Disabling Multi Writing

Remove the following settings that were used to enable multi-writer or override with default values.

hoodie.write.concurrency.mode=single_writer
hoodie.cleaner.policy.failed.writes=EAGER

OCC Best Practices

Concurrent Writing to Hudi tables requires acquiring a lock with one of the lock providers mentioned above. Due to several reasons you might want to configure retries to allow your application to acquire the lock.

  1. Network connectivity or excessive load on servers increasing time for lock acquisition resulting in timeouts
  2. Running a large number of concurrent jobs that are writing to the same hudi table can result in contention during lock acquisition can cause timeouts
  3. In some scenarios of conflict resolution, Hudi commit operations might take upto 10's of seconds while the lock is being held. This can result in timeouts for other jobs waiting to acquire a lock.

Set the correct native lock provider client retries.:::note Please note that sometimes these settings are set on the server once and all clients inherit the same configs. Please check your settings before enabling optimistic concurrency. :::

hoodie.write.lock.wait_time_ms
hoodie.write.lock.num_retries

Set the correct hudi client retries for Zookeeper & HiveMetastore. This is useful in cases when native client retry settings cannot be changed. Please note that these retries will happen in addition to any native client retries that you may have set.

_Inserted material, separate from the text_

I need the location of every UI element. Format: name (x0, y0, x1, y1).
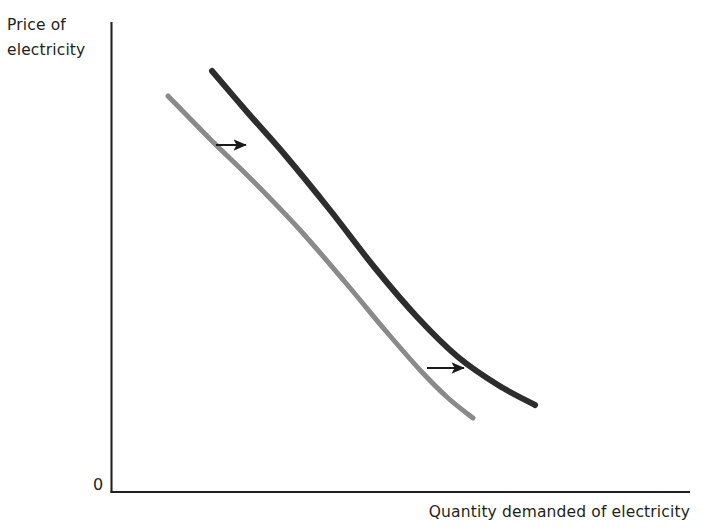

hoodie.write.lock.client.wait_time_ms
hoodie.write.lock.client.num_retries

Setting the right values for these depends on a case by case basis; some defaults have been provided for general cases.

Caveats

If you are using the WriteClient API, please note that multiple writes to the table need to be initiated from 2 different instances of the write client. It is NOT recommended to use the same instance of the write client to perform multi writing.